In the process, the idea of a homogeneous Muslim community, whose history coincided with that of the Razakars, was propagated and widely accepted (Sherman 2015: 28). Indeed, the variety of political subject positions all Hyderabadis—whether they were Muslims or non-Muslims—occupied along a diverse spectrum of class, culture, caste, and religion were completely elided and replaced with reductive binary stereotypes.16 Thirteen thousand Muslims had been arrested after the ‘Police Action’ on accusations of being Razakars; 11,000 were later released for lack of evidence (ibid.: 31). Trust in the authorities was completely eroded.

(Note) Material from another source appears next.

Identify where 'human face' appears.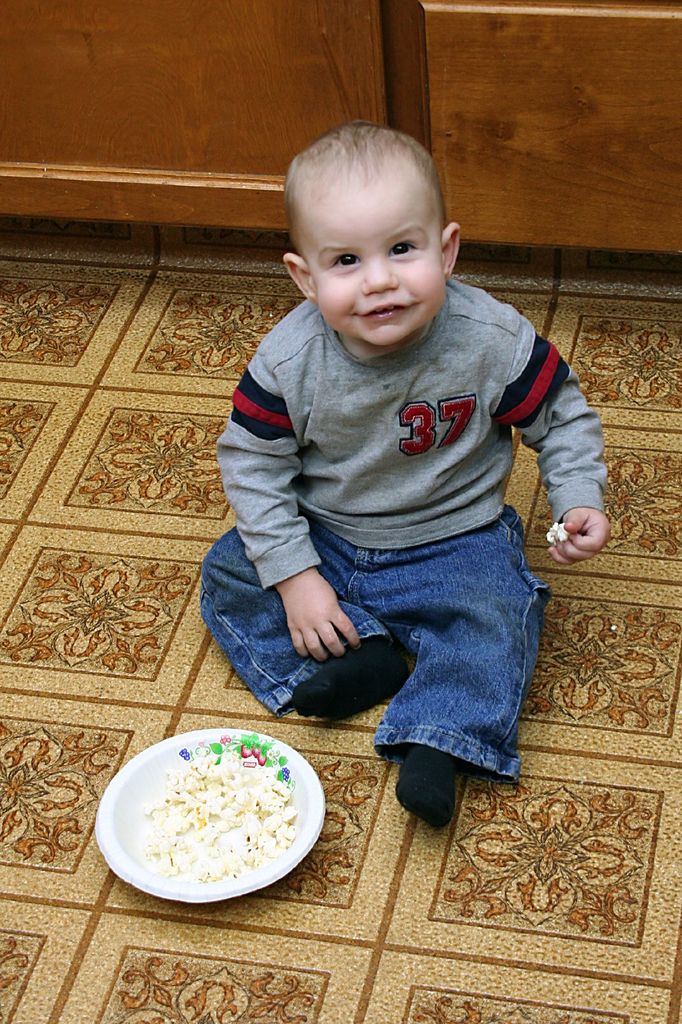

The first democratic elections in Hyderabad state in 1951–1952 saw the Congress come to power. About ten Muslim candidates won, of which two were women. These were Masuma Begum and Shah Jahan Begum of the Congress, who were both re-elected in 1957 and remain till date the only Muslim women legislators in both Andhra Pradesh and Telangana state assemblies. The Congress also saw two more victorious women candidates: Shanta Bai and Sangam Lakshmi Bai. Mahadevamma Basawangowda won as an independent candidate, and Rajamani Devi, a Dalit woman who had been joint secretary of the Hyderabad chapter of the Scheduled Castes Federation, won from that organisation.17
However, Hyderabadis still had many reasons to protest. The sudden and rapid reduction of Muslims from 85 per cent to 50 per cent in government posts within two years rendered many thousands of people destitute and forced others to migrate out of Hyderabad.18 Mulki agitations against the overwhelming induction of ghaer-Mulkis who were expressly invited to fill these vacant positions seriously began in Warangal and spread to other districts and urban locations in 1952. Seven people died and 150 people were injured throughout the agitations, which were short-lived and quickly ran out of steam (Sherman 2015: 111).
The communal narratives associated with Hyderabadi Muslims also inflected the future trajectory of Urdu, which contrary to historical fact, came to be seen as an exclusively ‘Muslim’ language. Its role as a link language that was understood by most Hyderabadis was denied (Sherman 2015: 150–53). In line with the language debates of the time, multilingual regions of the erstwhile Hyderabad state had been reimagined as discrete, territorial spaces with singular regional languages—Telugu, Marathi, and Kannada—whose people did not understand Urdu (ibid.: 148–50, 166). Andhra Pradesh was the first state in India to be created on linguistic grounds in 1953. It consisted of Telangana and the Andhra districts of Madras Province. Hyderabad state formally ceased to exist on 1 November 1956, when the Marathwada districts became a part of Bombay state, which later became Maharashtra, and the Kannada districts were subsumed into Mysore state, which came to be reconfigured as Karnataka. Ironically, despite the linguistic reorganisation, it was English that prevailed, and Osmania University too shifted to it as its medium of instruction.